Bioethics & the Body
Parallel Paper
June 26, 2021
Issues:
No items found.

Audio Recording

Video Recording

Over the course of the 19th century, the existence, status, and individuality of the human soul came under considerable reassessment at the interstices of theology and science. Religious views inherited from the past, including the notion of an immaterial mind in concert with, or in alienation from, a material body, became harder to defend as the study of brain function advanced within science. The birth of the field of psychology, literally, “the study of the soul” came into its own as a discrete discipline precisely as a positivistic and materialistic assessment of the human was reaching its ascendancy in transatlantic thought.
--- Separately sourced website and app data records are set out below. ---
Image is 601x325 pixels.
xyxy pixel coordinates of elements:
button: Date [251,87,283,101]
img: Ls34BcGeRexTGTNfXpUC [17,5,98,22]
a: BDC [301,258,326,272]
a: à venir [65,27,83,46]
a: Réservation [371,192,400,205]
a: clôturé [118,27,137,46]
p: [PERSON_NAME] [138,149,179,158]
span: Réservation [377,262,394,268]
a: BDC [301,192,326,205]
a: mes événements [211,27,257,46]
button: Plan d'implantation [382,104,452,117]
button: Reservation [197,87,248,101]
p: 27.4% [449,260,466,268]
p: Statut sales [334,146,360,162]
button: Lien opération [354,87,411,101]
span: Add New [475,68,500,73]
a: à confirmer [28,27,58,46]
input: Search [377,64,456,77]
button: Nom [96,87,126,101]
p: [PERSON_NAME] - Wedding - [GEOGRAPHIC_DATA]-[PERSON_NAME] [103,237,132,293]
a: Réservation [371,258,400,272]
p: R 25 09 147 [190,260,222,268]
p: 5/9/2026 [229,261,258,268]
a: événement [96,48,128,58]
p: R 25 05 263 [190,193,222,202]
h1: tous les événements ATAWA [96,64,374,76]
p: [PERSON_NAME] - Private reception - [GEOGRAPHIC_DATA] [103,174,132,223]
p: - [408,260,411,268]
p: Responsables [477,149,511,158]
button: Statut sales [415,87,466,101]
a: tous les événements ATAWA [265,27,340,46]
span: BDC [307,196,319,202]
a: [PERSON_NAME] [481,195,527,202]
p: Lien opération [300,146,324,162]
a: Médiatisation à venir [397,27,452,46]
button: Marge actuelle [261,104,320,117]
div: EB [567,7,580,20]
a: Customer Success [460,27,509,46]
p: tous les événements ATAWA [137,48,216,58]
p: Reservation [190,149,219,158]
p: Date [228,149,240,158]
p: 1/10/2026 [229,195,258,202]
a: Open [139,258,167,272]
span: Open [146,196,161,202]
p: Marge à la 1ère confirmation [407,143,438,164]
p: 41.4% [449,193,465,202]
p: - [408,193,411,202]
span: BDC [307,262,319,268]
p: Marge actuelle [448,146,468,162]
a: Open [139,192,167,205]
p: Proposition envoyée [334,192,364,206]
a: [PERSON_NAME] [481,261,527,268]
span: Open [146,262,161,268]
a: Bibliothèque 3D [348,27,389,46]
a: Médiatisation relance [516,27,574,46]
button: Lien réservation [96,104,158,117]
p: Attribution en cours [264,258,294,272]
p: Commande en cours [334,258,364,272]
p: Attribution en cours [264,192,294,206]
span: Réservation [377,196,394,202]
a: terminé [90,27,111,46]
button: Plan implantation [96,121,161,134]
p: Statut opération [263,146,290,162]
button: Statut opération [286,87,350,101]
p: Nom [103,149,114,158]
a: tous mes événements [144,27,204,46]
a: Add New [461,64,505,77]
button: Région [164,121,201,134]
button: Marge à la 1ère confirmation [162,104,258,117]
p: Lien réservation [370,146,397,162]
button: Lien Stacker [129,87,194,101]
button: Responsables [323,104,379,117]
A gradual series of shifts took place, wherein the soul was equated with the mind, which in turn was increasingly reduced to the physical brain and its functions. This paper explores phrenology as one of the key phenomena influencing constructions of human nature over this period. The rise of phrenology, which sought to make conclusions about human personalities via the examination of bumps on the skull and the shape of the underlying brain, held court for much of the middle part of the century. Here I shall argue that phrenology is a case where secularized accounts of the embodied person portrayed not a simple and unidirectional shift into materialism, but rather a distorting of theology through the assumptions of an increasingly popularized version of phrenology. While early founders of phrenology such as Gall and Spurzheim sought to ground its scientific claims in a materialistic account of the human brain, later popularizers of phrenology, such as Combe and Fowler, found themselves needing to broaden its appeal. This broadening dynamic required interaction with religious categories, with theological assumptions at play in American culture, and with religious promoters of a wide range of social reforms with which phrenology became increasingly allied.